[FFmpeg-devel] [RFC] 5 year plan & Inovation

Cosmin Stejerean cosmin at cosmin.at
Fri May 3 18:45:20 EEST 2024



> On May 3, 2024, at 6:54 AM, Ronald S. Bultje <rsbultje at gmail.com> wrote:
> 
> On Fri, May 3, 2024 at 7:33 AM Rémi Denis-Courmont <remi at remlab.net> wrote:
> 
>> 
>> There is no technical plan how that would actually work in practice, and I
>> don't think it is even feasible. Not to speak of a realistic plan who would
>> actually implement it and in what time frame.
>> 
> 
> To clarify: I myself much prefer gitlab's workflow and would use that if it
> was available. I think providing a CLI-based workflow (which Anton and some
> others have requested) is feasible and fair. If an email variant thereof
> can be made and someone wants to fund it, I think that's reasonable. But it
> shouldn't block allowing more people to convert to a gitlab-style workflow,
> which I consider far superior over what we have now. End of clarification.

I think it's useful to separate out CLI-based workflow from email based workflow. 

For example with GitHub you can use the gh command line tool 
(https://github.com/cli/cli)  to do almost everything from the CLI. See outstanding 
pull requests, create a new pull request, check out a pull request, leave comments, 
approve, reject, etc. The only thing the official CLI tool itself doesn't offer is ability 
to add in-line comments.

If one really wants to avoid the browser for leaving in-line comments there are 
solutions integrated with popular editors to do this directly from the editor.

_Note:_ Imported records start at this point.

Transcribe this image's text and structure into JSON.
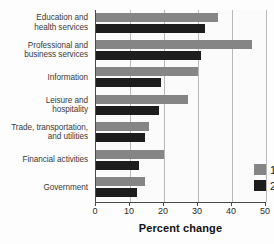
{
  "chart_data": {
    "type": "bar",
    "orientation": "horizontal",
    "title": "",
    "xlabel": "Percent change",
    "ylabel": "",
    "xlim": [
      0,
      50
    ],
    "xticks": [
      "0",
      "10",
      "20",
      "30",
      "40",
      "50"
    ],
    "grid": true,
    "legend_position": "inside-bottom-right",
    "categories": [
      "Education and health services",
      "Professional and business services",
      "Information",
      "Leisure and hospitality",
      "Trade, transportation, and utilities",
      "Financial activities",
      "Government"
    ],
    "category_lines": [
      [
        "Education and",
        "health services"
      ],
      [
        "Professional and",
        "business services"
      ],
      [
        "Information"
      ],
      [
        "Leisure and",
        "hospitality"
      ],
      [
        "Trade, transportation,",
        "and utilities"
      ],
      [
        "Financial activities"
      ],
      [
        "Government"
      ]
    ],
    "series": [
      {
        "name": "1992–2002",
        "color": "#858585",
        "values": [
          36,
          46,
          30,
          27,
          15.5,
          20,
          14.5
        ]
      },
      {
        "name": "2002–2012",
        "color": "#1d1d1d",
        "values": [
          32,
          31,
          19,
          18.5,
          14.5,
          12.5,
          12
        ]
      }
    ]
  },
  "legend": {
    "items": [
      {
        "label": "1992–2002",
        "color": "#858585"
      },
      {
        "label": "2002–2012",
        "color": "#1d1d1d"
      }
    ]
  },
  "axis": {
    "x_label": "Percent change",
    "ticks": [
      "0",
      "10",
      "20",
      "30",
      "40",
      "50"
    ]
  }
}
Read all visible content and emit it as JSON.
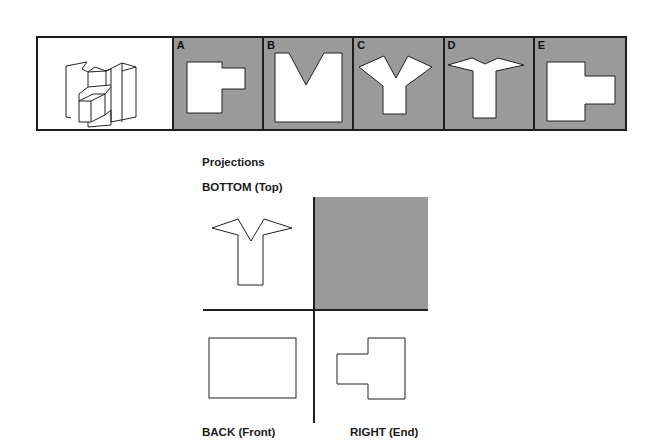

For those that like Neovim a full featured editor plugin like octo.nvim 
(https://github.com/pwntester/octo.nvim?tab=readme-ov-file#-pr-reviews)
can be used to do everything including code reviews with inline comments.

Similar solutions exist for Emacs. And the API is there to make something more 
customized if desired. For example a tool like "re" can open up $EDITOR and 
allow adding inline comments (https://github.com/jordanlewis/re).

This is for Github but Gitlab is popular enough that I'd expect the same to exist
there or at a minimum to be possible to bridge the gap (in general the github tooling
is more mature).

What doesn't exist (yet) is a way to keep people on the exact email based workflow 
we currently have, and have bi-directional sync with something like github or gitlab.
Such a thing could probably be built, but it might be worth first trying to see if those
that insist on sticking with the CLI can use one of the existing CLI based workflows.